Senate Republicans have released a very different plan for major tax reform compared with the House’s efforts last week.
As analysts pore over the static financial implications for different model families, economists should primarily judge the bills on whether they improve economic efficiency and growth.
That means a “thumbs up” to lower marginal rates, but also to the elimination of deductions and exemptions, measures which reduce the complexity of the code.
The Good
On the positive front, the Senate bill maintains the biggest pro-growth provisions from the House bill, including the large cut of the corporate rate from 35 percent to 20 percent and immediate expensing of investment for at least five years.
There’s lots of good evidence this will raise capital investment, increase productivity and boost wages for Americans. The Senate would delay the permanent corporate rate cut to 2019.
Though conservative groups have complained about this, economically, it might even enhance investment in 2018 more than an immediate cut, when combined with immediate expensing.
As the Tax Foundation’s Scott Greenberg has said, that’s because “companies would be able to deduct the cost investments against a high rate, and be taxed on the profits at a lower rate.” Of course, delaying the cut also makes the bill more likely to comply with budget reconciliation rules because the revenue implications would be smaller over 10 years.
The Senate Bill also cuts taxes for non-corporate businesses in a more elegant way than the House.
Whereas the House would institute a new business income tax rate of 25 percent but combine it with complex anti-abuse rules, including different rules for passive and active business owners, and formulae for how much income can be attributed as business income for the latter, the Senate would simply add a 17.4-percent deduction for pass-through business income.
Although this itself is also open to abuse, the deduction would give most pass-through businesses a tax cut without reams of extra rules.
On income taxes, the Senate bill cuts most people’s marginal income tax rates, without introducing a new family credit, as with the House. Whereas House Republicans appear reticent to grant income tax rate cuts to the very rich, the Senate has recognized that the highest marginal rates tend to be the most damaging.
They eliminate the proposed “bubble rate” which would have raised marginal rates for those earning between $1 million and $1.2 million to 45.6 percent, and even cut the top marginal income tax rate from 39.6 percent to 38.4 percent.
In terms of base broadening, the Senate has been bolder than the House on the state and local income tax too. They eliminate the deduction entirely, which would raise approximately $1.7 trillion in additional revenue over 10 years, easing the budget pressure to deliver the rest of the package. The House bill, by contrast, allows people to deduct up to $10,000 in state property taxes.
The Bad
Sadly, the Senate’s boldness on the state and local deduction is mirrored by its timidity on other deductions and the estate tax.
Rather than eliminating the estate tax entirely (as the House bill proposes from 2025), the Senate bill would just double the exemption to $11 million per person.
More disappointingly, the Senate would leave the mortgage interest deduction completely intact (the House would halve the limit to $500,000), even though it is widely acknowledged by economists to lead to overinvestment in housing relative to other economic activity.
The Senate would also maintain a host of other smaller, politically contentious deductions for mortgage interest on second homes, student loans and medical expenses, leaving a less-broad income tax base with more distortions.
More surprisingly, the Senate bill goes against the framework agreed by congressional Republicans at the start of the tax reform process. It maintains seven federal income tax brackets (10 percent, 12 percent, 22.5 percent, 25 percent, 32.5 percent, 35 percent, 38.5 percent vs. today’s 10 percent, 15 percent, 25 percent, 28 percent, 33 percent, 35 percent, 39.6 percent).
The House bill would have reduced the number to four: 12 percent, 25 percent, 35 percent and 39.6 percent. More tax brackets makes tax planning more complex and costly on the margin, though in the days of TurboTax it is unclear that these effects are large.
Perhaps more worryingly, it looks as if the Senate plan greatly expands the number of people in the 35-percent tax band.
Overall
The Senate Bill looks better than the House Bill on the business side overall, keeping the permanent corporate rate cut and introducing a simpler tax cut for pass-through businesses. But the income tax reform is a bizarre mix of boldness and timidity.
Hopefully, reconciling with the House will see full repeal of the state and local deduction maintained, but the House’s reduced number of brackets and mortgage interest deduction restriction restored.
Ryan Bourne occupies the R. Evan Scharf Chair for the Public Understanding of Economics at the Cato Institute.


Check each line below for "instruction" and say how many have it, with no other words.

=== Input data ===

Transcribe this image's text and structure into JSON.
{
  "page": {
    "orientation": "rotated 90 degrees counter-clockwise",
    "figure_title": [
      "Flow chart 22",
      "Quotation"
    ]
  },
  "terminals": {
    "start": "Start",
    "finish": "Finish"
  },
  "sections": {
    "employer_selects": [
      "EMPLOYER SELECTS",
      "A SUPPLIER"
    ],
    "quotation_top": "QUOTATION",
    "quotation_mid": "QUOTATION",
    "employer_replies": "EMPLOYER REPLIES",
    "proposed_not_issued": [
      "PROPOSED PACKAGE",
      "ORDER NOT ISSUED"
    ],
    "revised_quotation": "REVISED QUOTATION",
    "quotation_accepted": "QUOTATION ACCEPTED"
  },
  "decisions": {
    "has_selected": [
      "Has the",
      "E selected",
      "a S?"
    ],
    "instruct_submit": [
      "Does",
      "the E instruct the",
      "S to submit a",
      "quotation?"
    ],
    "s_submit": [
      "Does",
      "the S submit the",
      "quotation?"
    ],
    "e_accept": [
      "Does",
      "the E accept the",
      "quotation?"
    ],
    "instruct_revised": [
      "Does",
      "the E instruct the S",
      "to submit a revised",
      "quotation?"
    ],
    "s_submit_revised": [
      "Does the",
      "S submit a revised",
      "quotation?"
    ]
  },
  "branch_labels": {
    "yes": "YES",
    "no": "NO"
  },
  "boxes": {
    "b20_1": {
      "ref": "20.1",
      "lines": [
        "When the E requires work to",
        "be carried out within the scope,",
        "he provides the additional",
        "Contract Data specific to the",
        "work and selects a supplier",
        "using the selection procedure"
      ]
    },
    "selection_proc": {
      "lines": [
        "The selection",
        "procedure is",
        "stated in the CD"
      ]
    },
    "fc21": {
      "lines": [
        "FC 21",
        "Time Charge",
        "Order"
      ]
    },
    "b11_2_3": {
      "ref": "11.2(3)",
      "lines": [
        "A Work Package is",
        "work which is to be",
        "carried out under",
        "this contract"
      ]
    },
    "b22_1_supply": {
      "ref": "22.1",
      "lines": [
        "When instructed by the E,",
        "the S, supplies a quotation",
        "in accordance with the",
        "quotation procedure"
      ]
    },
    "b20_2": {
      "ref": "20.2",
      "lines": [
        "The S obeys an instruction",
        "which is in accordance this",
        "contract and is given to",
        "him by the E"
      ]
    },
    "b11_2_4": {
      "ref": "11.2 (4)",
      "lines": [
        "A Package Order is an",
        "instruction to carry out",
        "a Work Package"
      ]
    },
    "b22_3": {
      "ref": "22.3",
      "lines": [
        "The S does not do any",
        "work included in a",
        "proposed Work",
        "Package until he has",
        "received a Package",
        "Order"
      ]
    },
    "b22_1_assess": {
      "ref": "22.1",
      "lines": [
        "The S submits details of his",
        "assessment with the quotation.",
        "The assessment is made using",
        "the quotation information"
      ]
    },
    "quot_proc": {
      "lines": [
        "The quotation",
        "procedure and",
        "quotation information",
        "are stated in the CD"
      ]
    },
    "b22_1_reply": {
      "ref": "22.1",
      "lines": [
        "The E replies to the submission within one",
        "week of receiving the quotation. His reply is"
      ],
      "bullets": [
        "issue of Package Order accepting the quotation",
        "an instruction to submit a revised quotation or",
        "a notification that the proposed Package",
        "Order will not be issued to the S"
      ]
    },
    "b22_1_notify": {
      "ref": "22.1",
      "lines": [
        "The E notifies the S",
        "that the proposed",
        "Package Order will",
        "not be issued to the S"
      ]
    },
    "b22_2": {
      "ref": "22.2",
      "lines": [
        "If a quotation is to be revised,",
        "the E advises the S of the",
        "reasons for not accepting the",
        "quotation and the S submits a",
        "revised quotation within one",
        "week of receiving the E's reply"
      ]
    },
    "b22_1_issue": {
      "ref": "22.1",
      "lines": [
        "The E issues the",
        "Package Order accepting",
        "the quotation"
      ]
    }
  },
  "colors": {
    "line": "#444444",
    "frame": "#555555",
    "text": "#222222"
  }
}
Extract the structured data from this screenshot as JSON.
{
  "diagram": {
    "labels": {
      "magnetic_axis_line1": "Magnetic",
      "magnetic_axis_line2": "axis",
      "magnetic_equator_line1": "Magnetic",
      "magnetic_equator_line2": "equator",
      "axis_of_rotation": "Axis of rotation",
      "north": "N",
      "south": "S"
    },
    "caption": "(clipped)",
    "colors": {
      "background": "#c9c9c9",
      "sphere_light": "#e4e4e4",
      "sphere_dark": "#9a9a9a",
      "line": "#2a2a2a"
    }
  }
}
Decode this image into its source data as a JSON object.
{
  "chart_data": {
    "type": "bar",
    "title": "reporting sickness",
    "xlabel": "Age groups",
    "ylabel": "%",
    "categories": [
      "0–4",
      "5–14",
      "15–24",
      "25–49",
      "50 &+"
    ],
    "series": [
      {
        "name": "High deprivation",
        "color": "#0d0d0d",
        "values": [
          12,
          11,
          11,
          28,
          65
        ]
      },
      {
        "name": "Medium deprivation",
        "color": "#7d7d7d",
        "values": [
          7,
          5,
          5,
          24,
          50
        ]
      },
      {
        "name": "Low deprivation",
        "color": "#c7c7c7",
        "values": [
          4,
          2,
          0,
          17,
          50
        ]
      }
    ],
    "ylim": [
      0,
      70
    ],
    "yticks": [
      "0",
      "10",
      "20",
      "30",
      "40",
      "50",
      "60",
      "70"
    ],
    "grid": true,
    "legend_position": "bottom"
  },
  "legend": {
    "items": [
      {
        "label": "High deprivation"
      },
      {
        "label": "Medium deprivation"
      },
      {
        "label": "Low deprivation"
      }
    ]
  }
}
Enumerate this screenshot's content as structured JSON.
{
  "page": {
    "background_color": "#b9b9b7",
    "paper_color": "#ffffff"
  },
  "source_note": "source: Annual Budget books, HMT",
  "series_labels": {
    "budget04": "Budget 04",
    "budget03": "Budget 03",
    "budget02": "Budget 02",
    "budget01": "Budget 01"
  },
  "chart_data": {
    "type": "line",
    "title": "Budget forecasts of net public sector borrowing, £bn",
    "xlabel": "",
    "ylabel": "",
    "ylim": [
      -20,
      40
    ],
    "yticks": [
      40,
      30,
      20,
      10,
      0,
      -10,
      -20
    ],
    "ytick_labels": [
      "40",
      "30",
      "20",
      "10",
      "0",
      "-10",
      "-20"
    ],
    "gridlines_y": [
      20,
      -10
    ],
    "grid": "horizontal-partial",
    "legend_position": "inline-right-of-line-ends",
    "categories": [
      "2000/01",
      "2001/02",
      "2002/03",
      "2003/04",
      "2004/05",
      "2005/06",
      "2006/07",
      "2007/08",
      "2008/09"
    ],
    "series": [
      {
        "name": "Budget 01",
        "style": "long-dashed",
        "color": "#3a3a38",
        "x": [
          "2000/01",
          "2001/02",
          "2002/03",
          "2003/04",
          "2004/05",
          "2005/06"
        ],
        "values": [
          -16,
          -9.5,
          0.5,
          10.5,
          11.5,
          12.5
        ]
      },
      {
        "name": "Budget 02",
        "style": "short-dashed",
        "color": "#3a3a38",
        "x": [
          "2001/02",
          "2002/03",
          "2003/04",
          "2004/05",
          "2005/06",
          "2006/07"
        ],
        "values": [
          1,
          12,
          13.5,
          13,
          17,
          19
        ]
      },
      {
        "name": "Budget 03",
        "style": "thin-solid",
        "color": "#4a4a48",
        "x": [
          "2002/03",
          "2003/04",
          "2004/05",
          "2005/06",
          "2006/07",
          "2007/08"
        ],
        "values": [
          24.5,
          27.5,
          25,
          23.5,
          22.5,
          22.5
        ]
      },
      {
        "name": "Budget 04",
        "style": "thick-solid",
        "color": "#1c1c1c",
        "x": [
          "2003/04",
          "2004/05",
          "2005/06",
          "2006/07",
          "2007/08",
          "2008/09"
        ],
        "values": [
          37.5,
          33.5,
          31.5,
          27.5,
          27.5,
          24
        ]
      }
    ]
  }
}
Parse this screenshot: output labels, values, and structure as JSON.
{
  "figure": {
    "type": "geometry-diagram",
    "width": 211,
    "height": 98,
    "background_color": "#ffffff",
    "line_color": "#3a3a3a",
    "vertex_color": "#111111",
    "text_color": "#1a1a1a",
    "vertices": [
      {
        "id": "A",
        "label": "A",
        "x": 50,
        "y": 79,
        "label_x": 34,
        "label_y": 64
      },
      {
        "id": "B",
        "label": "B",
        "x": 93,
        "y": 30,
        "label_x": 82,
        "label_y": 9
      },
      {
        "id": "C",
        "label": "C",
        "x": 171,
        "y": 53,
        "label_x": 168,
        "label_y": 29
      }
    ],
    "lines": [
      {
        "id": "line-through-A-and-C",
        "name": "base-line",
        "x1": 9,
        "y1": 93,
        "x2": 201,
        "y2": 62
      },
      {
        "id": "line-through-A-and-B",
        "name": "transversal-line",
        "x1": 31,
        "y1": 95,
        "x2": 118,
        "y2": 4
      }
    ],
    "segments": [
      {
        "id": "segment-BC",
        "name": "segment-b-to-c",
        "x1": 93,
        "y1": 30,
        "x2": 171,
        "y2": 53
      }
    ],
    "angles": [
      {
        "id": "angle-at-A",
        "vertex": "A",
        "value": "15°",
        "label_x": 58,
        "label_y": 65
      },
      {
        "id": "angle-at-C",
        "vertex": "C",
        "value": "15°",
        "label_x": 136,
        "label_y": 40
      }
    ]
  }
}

===

▶ [Result for this exercise]
3